Face it—it’s almost fall. Make the most of it; hit your local produce stall and look for hard, crisp, tart, juicy Gravensteins, the earliest local apples and the absolute ultimate apple-pie apple. You don’t make apple pie? Come on, you could manage a biscuit-crust cobbler, at least, all sticky with cinnamon-scented, bubbled-over juice. The Gravenstein season’s short, just a month or so—so make your move. Also just approaching prime: local tomatoes. Sample all the many varieties after 4 p.m. Thurs., Sept. 5 at the Lake City Farmers Market heirloom tomato tasting (Lake City Way at N.E. 127th and 30th N.E.).

OUR FOUR-HOOVED FRIENDS

While the National Audubon Society tries to make diners conscious of endangered seafood species, our own Progressive Animal Welfare Society (PAWS) is taking on another culinary issue: factory-farmed veal.
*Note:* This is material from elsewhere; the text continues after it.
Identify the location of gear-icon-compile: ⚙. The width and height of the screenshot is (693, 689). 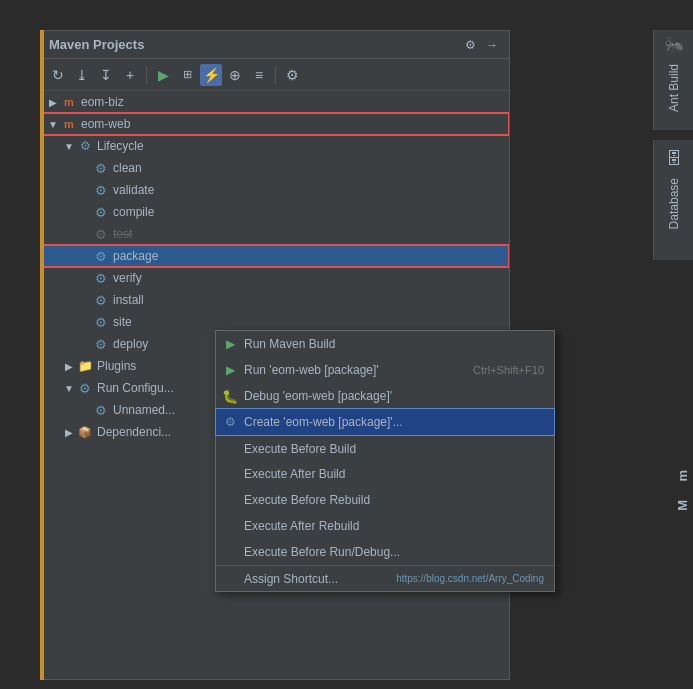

To produce the pale flesh and butter-tenderness chefs consider desirable (and to keep cost down), calves often spend their entire four-month lives confined in tiny, unsanitary “crates.” PAWS is asking local gourmet restaurants to take a pledge to refuse to use crated veal. So far some of the finest, including Brasa, Cascadia, Chez Shea, and Place Pigalle, have agreed. Others, equally top-drawer, have refused. PAWS is listing veal good guys on its Web site (www.paws.org). If others continue to resist the campaign, their names may soon be posted too, says campaign coordinator Jennifer Hillman.